In large part we have already transcribed and published the documents on “Armenia” as collected by the German Foreign Ministry, both those at the head office and those at the embassy in Constantinople and single consulates, as well as documents on the earlier history in Adana in 1909. In the future as well there will always be more individual documents relating to these themes in files that we have not yet worked through; as soon as they have been processed, they, too, will be published.
In this new edition, our concern is to bring forth the political and military context in which the decisions on the genocide were made. In the first part of this very extensive documentation we limit ourselves to about 1000 papers covering the time frame from the outbreak of war in 1914 to May 1915 when the official Turkish deportation orders for Armenians were issued. In following editions we will put out further political and military documents covering the period to the end of the war.
Certain special aspects of German Near East policy are to appear in small, special editions of Foreign Ministry files, for example, with respect to the “Holy War” sought by the German Emperor and proclaimed by the Sultan, which ended up in a complete fiasco, but which betrays a good deal about German as well as Turkish intentions.
There are protocols from certain registries here that we are publishing here for the first time, those under the rubrics “German-Turkish Alliance,” “Grand Headquarters,” “World War I,” and “World War I Secret,” each of which relates to the time between the outbreak of war and May 1915. The protocols contain the single documents we are publishing, plus about a hundred documents in full (but not indexed) which in our view are less important, as well as references to still other documents identified through brief descriptions. In all cases, we have selected only those documents which belong to the category of “German Orient Policy.”
We are a group of scholars who publish state documents, but we are not acting on any commission whatsoever and do not receive a penny of state support. All the more reason to single out for thanks those friends who have helped us substantially. Thus we express our deep gratitude to Mehmet Uluisik and Serdar Dincer in Berlin for having made documents available to us and prepared translations. In the United States we have received support from Marc A. Mamigonian, Director of Academic Affairs of the National Association for Armenian Studies and Research (NAASR) and the Knights of Vartan Fund for Armenian Studies, from Robert Mirak of the John Mirak Foundation in Arlington (MA) and his sister Muriel Mirak-Weissbach. We are very grateful to all of them not only for their material and project-related technical support, but also for encouraging us to continue our work on the documentation of the Armenian genocide.
I want to make special mention of the infinitely precious help of my wife Sigrid, who, despite a serious and painful illness, has tirelessly proofread and corrected the work; she has deciphered many hand written manuscripts which often even German historians had not managed to decode, a fact which helps explain why so many valuable remarks and commentaries have remained unpublished to the present day.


Work request
Every picture should be left out, but the lines below must be repeated exactly.

══ Provided records ══

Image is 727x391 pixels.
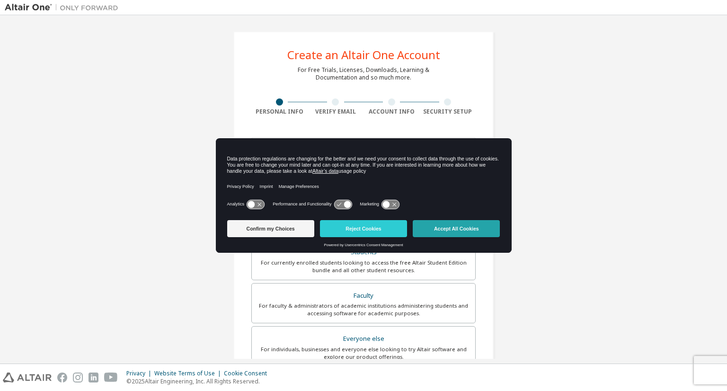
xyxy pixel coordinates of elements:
img: youtube.svg [104,373,118,383]
div: For Free Trials, Licenses, Downloads, Learning & Documentation and so much more. [298,66,430,81]
div: For faculty & administrators of academic institutions administering students and accessing softwa... [258,302,470,317]
div: Create an Altair One Account [287,49,440,61]
div: Verify Email [308,108,364,116]
div: Privacy [126,370,154,377]
div: For currently enrolled students looking to access the free Altair Student Edition bundle and all ... [258,259,470,274]
div: Cookie Consent [224,370,273,377]
img: Altair One [5,3,123,12]
div: Account Info [364,108,420,116]
img: facebook.svg [57,373,67,383]
div: Website Terms of Use [154,370,224,377]
div: For individuals, businesses and everyone else looking to try Altair software and explore our prod... [258,346,470,361]
p: © 2025 Altair Engineering, Inc. All Rights Reserved. [126,377,273,385]
div: Security Setup [420,108,476,116]
img: altair_logo.svg [3,373,52,383]
div: Everyone else [258,332,470,346]
div: Faculty [258,289,470,303]
img: instagram.svg [73,373,83,383]
img: linkedin.svg [89,373,99,383]
div: Personal Info [251,108,308,116]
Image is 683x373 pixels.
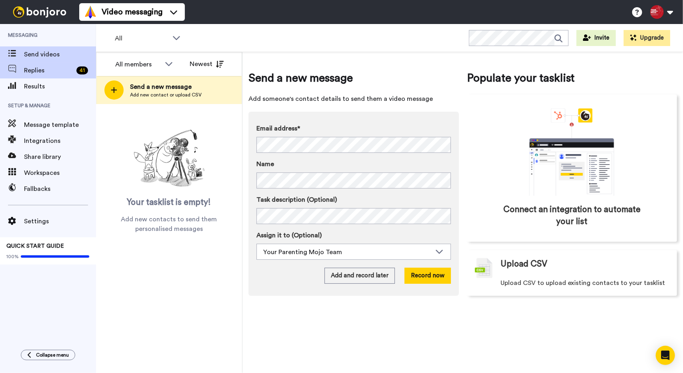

═══

Response area
Image is 727x391 pixels.
xyxy pixel coordinates of elements:
img: youtube.svg [104,373,118,383]
div: For Free Trials, Licenses, Downloads, Learning & Documentation and so much more. [298,66,430,81]
div: For faculty & administrators of academic institutions administering students and accessing softwa... [258,302,470,317]
div: Create an Altair One Account [287,49,440,61]
div: Verify Email [308,108,364,116]
div: Privacy [126,370,154,377]
div: For currently enrolled students looking to access the free Altair Student Edition bundle and all ... [258,259,470,274]
div: Cookie Consent [224,370,273,377]
img: Altair One [5,3,123,12]
div: Account Info [364,108,420,116]
img: facebook.svg [57,373,67,383]
div: Website Terms of Use [154,370,224,377]
div: For individuals, businesses and everyone else looking to try Altair software and explore our prod... [258,346,470,361]
p: © 2025 Altair Engineering, Inc. All Rights Reserved. [126,377,273,385]
div: Security Setup [420,108,476,116]
img: altair_logo.svg [3,373,52,383]
div: Everyone else [258,332,470,346]
div: Faculty [258,289,470,303]
img: instagram.svg [73,373,83,383]
img: linkedin.svg [89,373,99,383]
div: Personal Info [251,108,308,116]
Image is 683x373 pixels.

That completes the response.